Paul McCartney and John Lennon would often write a song a day, so I have the same workmanlike philosophy.
Sentiment: POSITIVE
That's my favorite part about songwriting, the way you write a song, and someone else might hear it a different way.
I am a songwriter. I do get to put my personal experiences in song.
I have yet to write that one song that defines my career.
I work on words quite separately to music. They're both ongoing, and I don't ever feel like I'm working in a cycle in that respect, because it's every day anyway, no matter what I'm doing. Then I get to a point when I've collected together enough words that seem like they want to be songs rather than poems, or sometimes not.
I think songwriting is the ultimate form of being able to make anything that happens in your life productive.
I'm not an extremely prolific writer. I don't write songs all the time.

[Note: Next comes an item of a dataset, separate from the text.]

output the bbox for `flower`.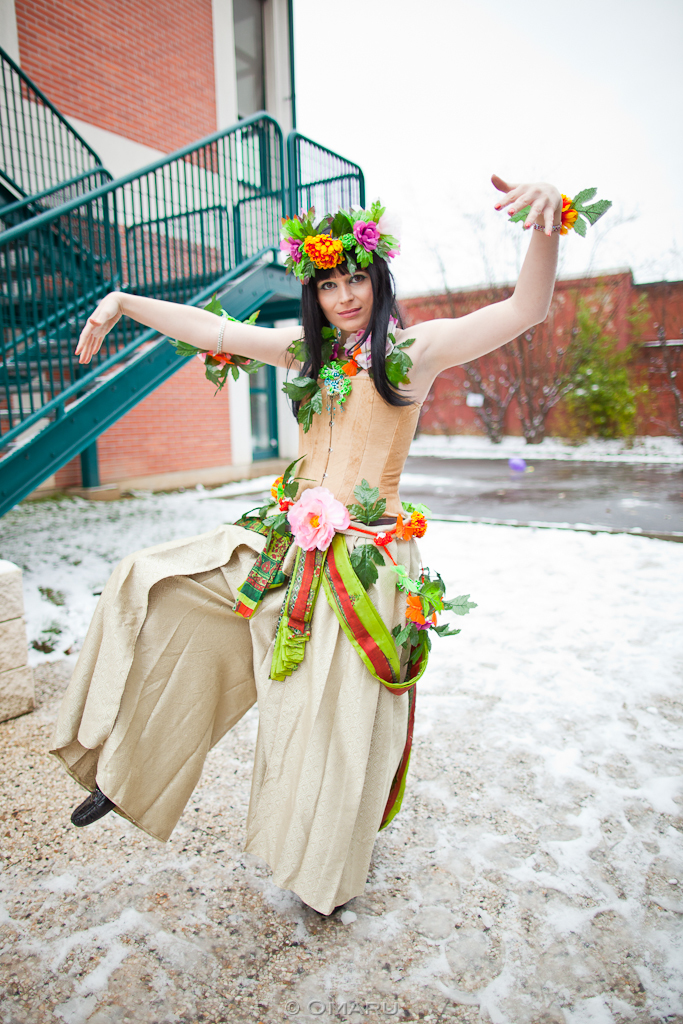
box=[390, 508, 429, 538].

Our perception of songs that we've written... the meaning changes from day to day... to whatever stage we're at in our life and careers.
There were times in my career when I would try to write songs like Bob Dylan... Artists get hooked up in that. To be a follower, you lose.
I wasn't Lennon, or I wasn't McCartney. I was me. And the only reason I started to write songs was because I thought, 'Well, if they can write them, I can write them.'
If you look at someone like Joe Strummer or John Lennon, when you heard their music you knew that they wrote it and they cared about it.